I don’t make it home before dark like I promised Mom.

The police question us for six hours. First they interview us separately, then in pairs and then together. I have to handwrite and sign my statement and even though our stories are all similar it’s not enough for them to let Nova go that day.

The thing about Nova is that he leaves something behind wherever he goes and the police went through it all. He’d taken selfies and pictures of Arrow on my phone during the shooting, he’d made a draft Snapchat on my phone and his hair was all over the library.

 But they only let him go 4 days later when the fingerprint on the cigarette butts he and Arrow smoked, and left on the library floor, came back as a match.

They police drop all charges a few days later when a security video comes out from the store across the street of the shooter walking out of the school with Nova’s jacket the day he lost it.
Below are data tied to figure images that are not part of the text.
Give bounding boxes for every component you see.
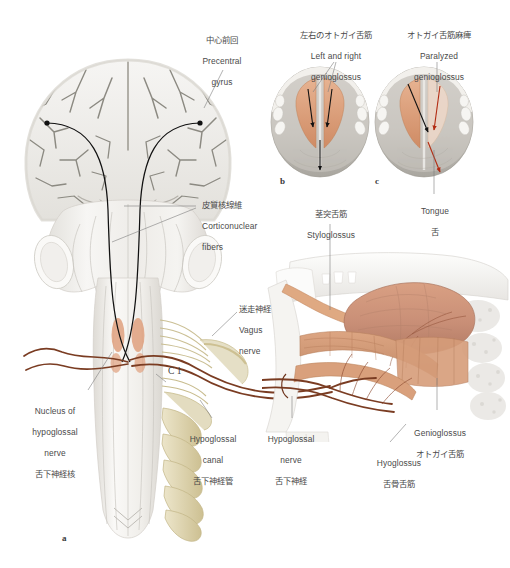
label-precentral-gyrus-ja: 中心前回 [186, 35, 258, 45]
label-paralyzed-genioglossus-en1: Paralyzed [392, 51, 486, 61]
label-nucleus-en3: nerve [22, 448, 88, 458]
label-styloglossus: 茎突舌筋 Styloglossus [296, 199, 366, 251]
label-left-right-genioglossus-ja: 左右のオトガイ舌筋 [288, 30, 384, 40]
label-tongue: Tongue 舌 [407, 196, 463, 248]
label-hypoglossal-canal-en2: canal [180, 455, 246, 465]
label-nucleus-of-hypoglossal-nerve: Nucleus of hypoglossal nerve 舌下神経核 [22, 396, 88, 490]
label-hypoglossal-nerve-en2: nerve [258, 455, 324, 465]
label-paralyzed-genioglossus-ja: オトガイ舌筋麻痺 [392, 30, 486, 40]
label-vagus-nerve: 迷走神経 Vagus nerve [239, 294, 295, 367]
label-paralyzed-genioglossus: オトガイ舌筋麻痺 Paralyzed genioglossus [392, 20, 486, 93]
panel-letter-a: a [62, 533, 67, 543]
label-styloglossus-en1: Styloglossus [296, 230, 366, 240]
label-hypoglossal-canal-en1: Hypoglossal [180, 434, 246, 444]
label-hypoglossal-nerve-en1: Hypoglossal [258, 434, 324, 444]
label-hypoglossal-canal: Hypoglossal canal 舌下神経管 [180, 424, 246, 497]
label-tongue-ja: 舌 [407, 227, 463, 237]
label-hyoglossus: Hyoglossus 舌骨舌筋 [368, 448, 430, 500]
label-nucleus-en2: hypoglossal [22, 427, 88, 437]
label-genioglossus-en1: Genioglossus [404, 428, 476, 438]
label-precentral-gyrus: 中心前回 Precentral gyrus [186, 25, 258, 98]
label-left-right-genioglossus: 左右のオトガイ舌筋 Left and right genioglossus [288, 20, 384, 93]
label-vagus-nerve-en1: Vagus [239, 325, 295, 335]
label-corticonuclear-fibers-en2: fibers [202, 242, 280, 252]
label-hypoglossal-nerve: Hypoglossal nerve 舌下神経 [258, 424, 324, 497]
label-hypoglossal-nerve-ja: 舌下神経 [258, 476, 324, 486]
label-nucleus-ja: 舌下神経核 [22, 469, 88, 479]
label-styloglossus-ja: 茎突舌筋 [296, 209, 366, 219]
label-c1-spinal-nerve: C 1 [168, 366, 181, 376]
label-paralyzed-genioglossus-en2: genioglossus [392, 72, 486, 82]
panel-letter-b: b [280, 176, 285, 186]
label-hyoglossus-ja: 舌骨舌筋 [368, 479, 430, 489]
label-nucleus-en1: Nucleus of [22, 406, 88, 416]
label-hyoglossus-en1: Hyoglossus [368, 458, 430, 468]
panel-letter-c: c [375, 176, 379, 186]
label-corticonuclear-fibers-ja: 皮質核線維 [202, 200, 280, 210]
label-corticonuclear-fibers: 皮質核線維 Corticonuclear fibers [202, 190, 280, 263]
label-vagus-nerve-en2: nerve [239, 346, 295, 356]
label-tongue-en1: Tongue [407, 206, 463, 216]
label-vagus-nerve-ja: 迷走神経 [239, 304, 295, 314]
label-left-right-genioglossus-en1: Left and right [288, 51, 384, 61]
hypoglossal-nucleus-right [132, 318, 145, 352]
label-left-right-genioglossus-en2: genioglossus [288, 72, 384, 82]
label-hypoglossal-canal-ja: 舌下神経管 [180, 476, 246, 486]
label-corticonuclear-fibers-en1: Corticonuclear [202, 221, 280, 231]
label-precentral-gyrus-en2: gyrus [186, 77, 258, 87]
label-precentral-gyrus-en1: Precentral [186, 56, 258, 66]
hyoglossus-muscle [396, 337, 468, 386]
anatomy-figure: 中心前回 Precentral gyrus 左右のオトガイ舌筋 Left and… [0, 0, 510, 568]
According to Isaiah the shooter had a fantasy of Nova helping them and wanted to implicate Nova, but hadn’t really thought it all the way through.

When I see Nova again he hugs me and makes me promises I know he’s going to break.

But I  still hold him to the last bet he’d made.

***

-5-

“Just so we’re clear I’m only paying for all of you today,” Nova announces as he set the overflowing tray of food on the table.  “The rest of the week I only have to buy for Mason…I believe those were the terms of our bet.”

“It was your bet,” I remind him.

Nova slides next to me in the booth and pokes a straw into his smoothie.

Rose takes her plain biscuit off the tray and inspects her hot tea, Arrow takes the black coffee and sausage burrito and I grab my egg McMuffin and iced vanilla latte.

 “Today is going to be so fucking weird,” I say, open a ketchup packet.

School had been closed for two weeks since the shooting and today was our first day back since it happened.

“I heard they are going to have metal detectors and uniformed police in the school now,” Arrow says, adding creamer to his coffee.

“Wonderful,” Rose adds glibly, tasting her tea black and then frowning at it disapprovingly. “Just wonderful.”

 “I’m so taking you to Starbucks after school today for a pink drink,” Nova grins at her.

“I  told you,” she says.  “I don’t like sweet things--”

“I know. It’s just for you to hold for my Instagram. It totally matches your aesthetic--”

“You can’t go anywhere after school,” Arrow reminds him. “We have detention  for the next two weeks,” 

“Oh, fuck I forgot,” Nova exclaims. They'd gotten detention for smoking on school ground. “We almost died. The no tolerance policy bullshit should have been suspended like in a Purge situation. Were we really supposed to follow the rules and act like nothing was happening ?, ”

“I think that’s the point,” I tell him. “Like, if we act scared or change stuff it means the person who wanted to scare us won.”

“You’re so fucking corny,” Nova teases me.

We eat in silence, except for Rose who doesn’t seem to like any of McDonald’s finest at first but then tastes my hash browns and likes them so much she eats all of ours.

“Okay,” Nova claps his hands. “Fuck it. Let’s do normal then. Let’s talk homecoming--”

“They cancelled it--,” Rose starts.

“But I have on good authority they’re going to reschedule it during spring break,” Nova grins. “We should all get dates for each other.”

“Pass,” Arrow grunts.

Rose pointedly says nothing.

“I’ll pass too,” I add.

“Oh, come on Masooon--,” Nova whines

“Hm,” Arrow hums. “I actually know a girl who likes you.”

“Fuck, really ? Is she cute? Do I know her ?” Nova asks.

“No,” Arrow frowns. “I mean, no not  for you. For Mason. I heard her say  she likes Mason.”

This information only makes Nova even giddier.

The school year had started off rough but now I was getting free McDonald’s breakfast for a week,  officially had more than one friend at school and maybe even a potential girlfriend ?

Harrison High was turning out not to be as bad as I thought.

------

A/N:


I know, I’m so corny but this was the original title of the serial. I'm going to play in this world one more time with Night Out. And since this section was short I'm going to jump right in and share the first part of Night Out. No pranks!